For many of us, we don't even know this is happening. Our resistance response is so swift and so unconscious, we are not even aware of the new pain coming in, let alone the mega-ton, multi-pocketed, onion-filled bag sitting in a back corner of our psychological basement. We may be briefly aware of some little nagging pain, but our survival depends on not feeling those feelings! And so we've learned ways of avoiding and containing our pain, and never see the patterns we are reinforcing.
Patterns begin to form with the first few layers of unhealed pain, and are constantly being reinforced with each new layer that is added. The first painful event may create merely anger and hurt, or fear of it happening again, but it is not yet an expectation. It is not yet a BELIEF. But slowly as the layers build up, the pain we are holding becomes the platform for a belief system that tells us what to expect from the world. If we are treated in hurtful ways, we come to expect hurt from the world. We *believe* that is reality. And worse, we *believe* that that reality is what we deserve somehow.

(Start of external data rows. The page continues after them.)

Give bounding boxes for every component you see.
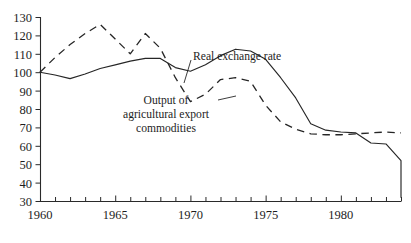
x-tick-labels: 19601965197019751980 <box>28 208 354 222</box>
x-axis: 19601965197019751980 <box>28 196 402 223</box>
leader-line-agricultural-output <box>218 96 236 100</box>
x-tick-label-1975: 1975 <box>253 208 278 222</box>
annotation-line-1: Output of <box>144 94 189 107</box>
line-chart: 30405060708090100110120130 1960196519701… <box>0 0 411 243</box>
x-tick-label-1965: 1965 <box>103 208 128 222</box>
annotation-line-3: commodities <box>136 122 196 135</box>
y-tick-marks <box>36 18 41 202</box>
series-agricultural-output <box>40 24 401 134</box>
y-tick-label-30: 30 <box>20 195 33 209</box>
series-real-exchange-rate <box>40 49 401 197</box>
y-tick-label-100: 100 <box>13 66 32 80</box>
y-tick-label-50: 50 <box>20 158 33 172</box>
annotation-line-2: agricultural export <box>123 108 210 121</box>
y-tick-label-120: 120 <box>13 29 32 43</box>
y-tick-label-70: 70 <box>20 121 33 135</box>
y-tick-label-130: 130 <box>13 11 32 25</box>
annotations: Real exchange rate Output of agricultura… <box>123 50 281 135</box>
y-tick-label-60: 60 <box>20 140 33 154</box>
y-tick-label-110: 110 <box>14 48 32 62</box>
y-tick-labels: 30405060708090100110120130 <box>13 11 32 209</box>
x-tick-marks <box>41 196 402 202</box>
annotation-agricultural-output: Output of agricultural export commoditie… <box>123 94 236 135</box>
y-tick-label-90: 90 <box>20 85 33 99</box>
y-tick-label-40: 40 <box>20 177 33 191</box>
x-tick-label-1960: 1960 <box>28 208 53 222</box>
chart-figure: 30405060708090100110120130 1960196519701… <box>0 0 411 243</box>
y-axis: 30405060708090100110120130 <box>13 11 40 209</box>
x-tick-label-1970: 1970 <box>178 208 203 222</box>
y-tick-label-80: 80 <box>20 103 33 117</box>
annotation-real-exchange-rate: Real exchange rate <box>193 50 281 63</box>
x-tick-label-1980: 1980 <box>328 208 353 222</box>
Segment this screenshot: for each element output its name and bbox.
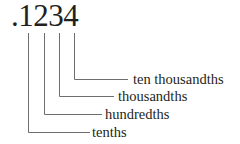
- label-thousandths: thousandths: [118, 88, 187, 104]
- label-tenths: tenths: [92, 124, 127, 140]
- leader-line-ten-thousandths: [75, 33, 129, 80]
- label-hundredths: hundredths: [105, 106, 169, 122]
- leader-line-thousandths: [60, 33, 115, 97]
- label-ten-thousandths: ten thousandths: [133, 71, 224, 87]
- leader-line-hundredths: [45, 33, 103, 115]
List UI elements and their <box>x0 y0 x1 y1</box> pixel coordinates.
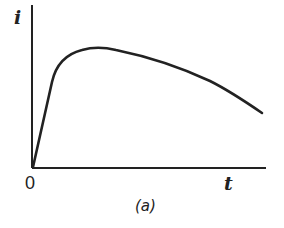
current-curve <box>33 48 262 167</box>
chart-plot-area <box>0 0 284 228</box>
y-axis-label: i <box>14 8 21 27</box>
x-axis-label: t <box>224 174 233 193</box>
current-vs-time-figure: i t 0 (a) <box>0 0 284 228</box>
origin-label: 0 <box>25 174 35 192</box>
figure-caption: (a) <box>135 199 156 214</box>
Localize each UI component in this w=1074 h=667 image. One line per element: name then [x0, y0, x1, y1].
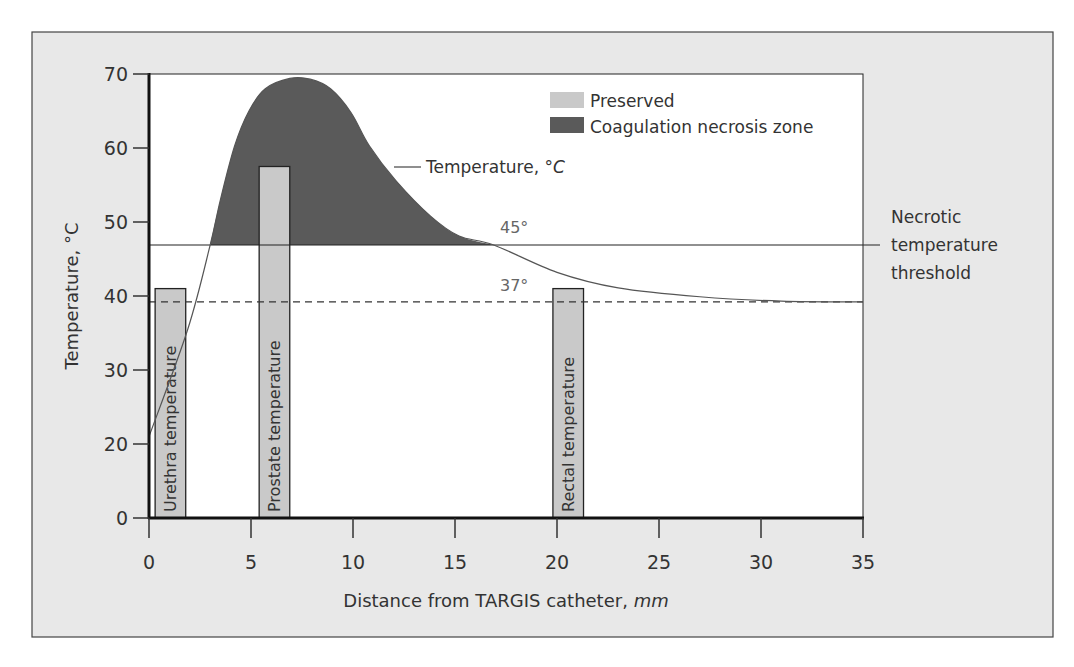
- x-tick-label-10: 10: [341, 551, 365, 573]
- y-tick-label-30: 30: [104, 359, 128, 381]
- threshold-side-label-line1: Necrotic: [891, 207, 961, 227]
- threshold-side-label-line2: temperature: [891, 235, 998, 255]
- chart: Urethra temperatureProstate temperatureR…: [0, 0, 1074, 667]
- y-tick-label-20: 20: [104, 433, 128, 455]
- bar-label-urethra: Urethra temperature: [161, 346, 180, 512]
- baseline-37-label: 37°: [500, 276, 528, 295]
- bar-label-prostate: Prostate temperature: [265, 340, 284, 512]
- x-tick-label-20: 20: [545, 551, 569, 573]
- temperature-curve-label: Temperature, °C: [425, 157, 565, 177]
- threshold-side-label-line3: threshold: [891, 263, 971, 283]
- bar-label-rectal: Rectal temperature: [559, 357, 578, 512]
- x-tick-label-35: 35: [851, 551, 875, 573]
- legend-swatch-preserved: [550, 92, 584, 108]
- y-tick-label-50: 50: [104, 211, 128, 233]
- legend-swatch-necrosis: [550, 117, 584, 133]
- legend-label-preserved: Preserved: [590, 91, 675, 111]
- x-tick-label-5: 5: [245, 551, 257, 573]
- y-tick-label-60: 60: [104, 137, 128, 159]
- x-axis-label-unit: mm: [634, 590, 669, 611]
- legend-label-necrosis: Coagulation necrosis zone: [590, 117, 813, 137]
- y-tick-label-40: 40: [104, 285, 128, 307]
- x-tick-label-15: 15: [443, 551, 467, 573]
- x-tick-label-25: 25: [647, 551, 671, 573]
- x-axis-label-text: Distance from TARGIS catheter,: [343, 590, 628, 611]
- threshold-45-label: 45°: [500, 218, 528, 237]
- y-tick-label-70: 70: [104, 63, 128, 85]
- x-tick-label-30: 30: [749, 551, 773, 573]
- x-tick-label-0: 0: [143, 551, 155, 573]
- y-axis-label: Temperature, °C: [61, 222, 82, 370]
- x-axis-label: Distance from TARGIS catheter, mm: [343, 590, 668, 611]
- y-tick-label-0: 0: [116, 507, 128, 529]
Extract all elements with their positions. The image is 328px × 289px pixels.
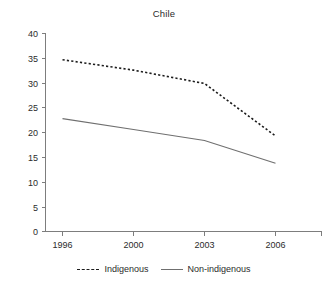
y-tick-label-40: 40 (28, 29, 38, 39)
chart-legend: Indigenous Non-indigenous (0, 264, 328, 274)
y-tick-label-0: 0 (33, 227, 38, 237)
x-tick-label-1996: 1996 (52, 240, 72, 250)
y-tick-label-35: 35 (28, 54, 38, 64)
x-axis-tick-labels: 1996 2000 2003 2006 (52, 240, 285, 250)
chart-plot-area: 40 35 30 25 20 15 10 5 0 1996 2000 2003 … (0, 0, 328, 262)
x-axis-ticks (63, 232, 322, 237)
x-tick-label-2006: 2006 (265, 240, 285, 250)
y-tick-label-25: 25 (28, 103, 38, 113)
y-tick-label-15: 15 (28, 153, 38, 163)
legend-label-non-indigenous: Non-indigenous (188, 264, 251, 274)
y-axis-tick-labels: 40 35 30 25 20 15 10 5 0 (28, 29, 38, 237)
dashed-line-swatch-icon (77, 269, 99, 270)
legend-entry-non-indigenous: Non-indigenous (161, 264, 251, 274)
legend-entry-indigenous: Indigenous (77, 264, 148, 274)
y-tick-label-10: 10 (28, 178, 38, 188)
x-tick-label-2003: 2003 (194, 240, 214, 250)
series-line-non-indigenous (63, 119, 276, 164)
y-tick-label-30: 30 (28, 79, 38, 89)
legend-label-indigenous: Indigenous (104, 264, 148, 274)
y-axis-ticks (42, 34, 46, 232)
solid-line-swatch-icon (161, 269, 183, 270)
x-tick-label-2000: 2000 (123, 240, 143, 250)
y-tick-label-5: 5 (33, 203, 38, 213)
series-line-indigenous (63, 60, 276, 136)
y-tick-label-20: 20 (28, 128, 38, 138)
chart-container: Chile 40 35 30 25 20 15 10 5 0 (0, 0, 328, 289)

The decisions that first go into forming these beliefs are primitive. They are based on primal response to pain that has no outlet. And because the emotions are frozen in time, they cannot evolve and grow to understanding or forgiveness. The pain is supporting decisions and beliefs that were incorrect, but changing your mind is only part of the solution. TRULY changing these beliefs and patterns can only be done by unraveling, or peeling, each onion; by allowing the pain to move, and the emotions to unfreeze and then the beliefs will evolve naturally.
NOTE: Sometimes the beliefs themselves keep the pattern locked in place and prevents us from reaching and feeling (and healing) our pain. If this is the case, it's needful to do some judgment release, goal setting, visualization, etc, to jostle the frozen belief enough to allow the pain to surface.
2. IMPRINTING:
Some patterns are formed by a single force or impact at an early stage of development. An extremely traumatic or painful event acts on the pre-consciousness something like smashing a stamp down on a blank sheet of paper. In a pre-conscious state, we experience the pain of this impact without any ability to process it or understand it, and it goes into a state of hiding.
Imprinting can occur at later stages of life as well. The main difference between imprinting and layered pain is the magnitude of the pain, and the force of it.
If the impact is great enough - painful enough - to cause fragmentation, then the part of us that took the hit is severed from us. We retain the imprint, the stamp, where the pain was given, but we have no memory at all of what happened. This is not merely a hidden memory, but a fragmented one.
Whether hidden or fragmented, until we cry the pain and heal the wound, our psyche forever holds the imprint of that stamp, and its shape is forcefully embedded into our lives.